12/10/09

Death of a Classmate - David Philip Milnor



David Philip Milnor Passed away on November 19, 2009. Born in 1931, he grew up in San Francisco but went to high school in Wilmington, N.C. He entered the Naval Academy, graduated and accepted a commission in the Air Force in 1954. After graduating from Navigation school in Houston, Texas, in 1955, he was assigned to Germany in 1955. He studied at the Air Force Institute of Technology in Dayton, Ohio, 1958-59, receiving a Masters in Electrical Engineering. After assignment to the Air Force Missile Test Center at Cape Canaveral, he flew many missions to South America, Africa, and the South Atlantic and Indian Oceans.
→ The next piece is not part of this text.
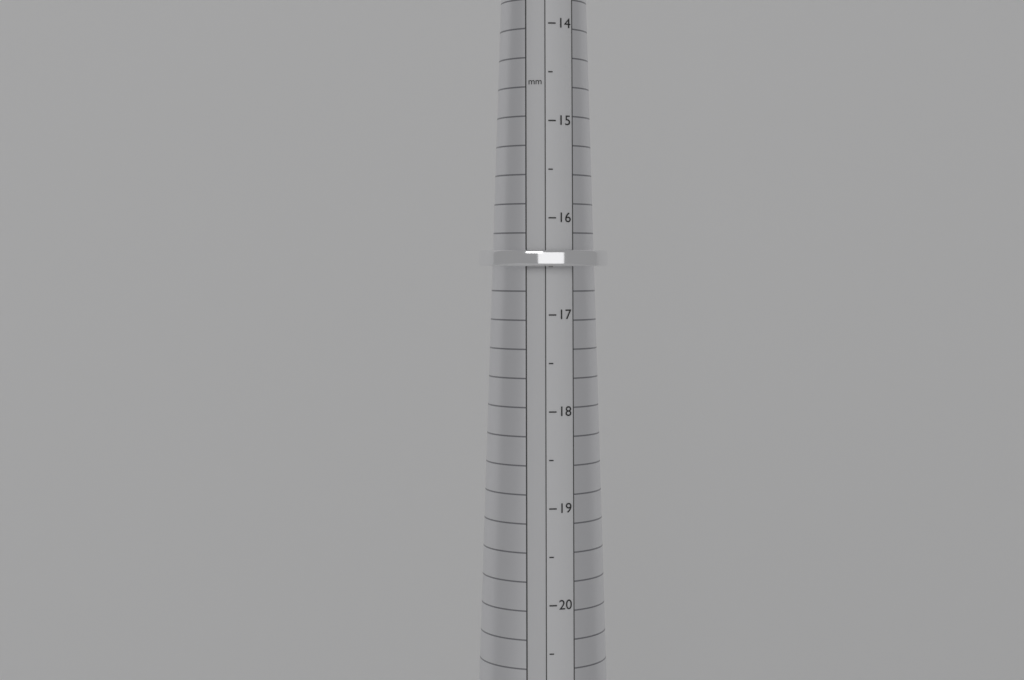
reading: 16.5 mm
He left the Air Force in 1963 and spent several years in graduate school, including two years at Cornell University in the field of Ecology and Evolutionary Biology. He returned to engineering and began work at McClellan Air Force Base in 1973. David retired from the Civil Service in 1996. He married Gloria Pantoja of San Salvador, El Salvador, on May 21, 1988, and they visited Central America several times, though their home remained in Sacramento. He had an interest in poetry most of his life, but did not try writing until 2006, when, inspired by a family member, he found all the various forms of poetry both challenging and appealing. He wrote more than 70 poems, several of which have been published, in the Rattlesnake Review and Midweek Musings Anthology of the Hart Center's Wednesday Poetry Workshop, receiving an Honorable Mention for a poem in the 2008 California Federation of Chaparral Poets, Inc., contest. David's brother Eric predeceased him in 1992, but he is survived by his wife Gloria, his younger brother Andrew and his sister-in-law Catherine, by his two beloved nieces, Kristine Milnor of New York and Erika Clark Hale in Connecticut, and his brother-in-law Jose Pantoja and wife Janet from Seattle. Memorial services will take place on December 5, 2009, at noon, at El Sendero do la Cruz, 1401 Florin Road, Sacramento. Interment will be at the Sacramento Valley National Veterans Cemetery, Dixon, Calif. He will be surely missed by family and friends, for his brilliant mind, his intense interest in the world about him and his spiritual commitment.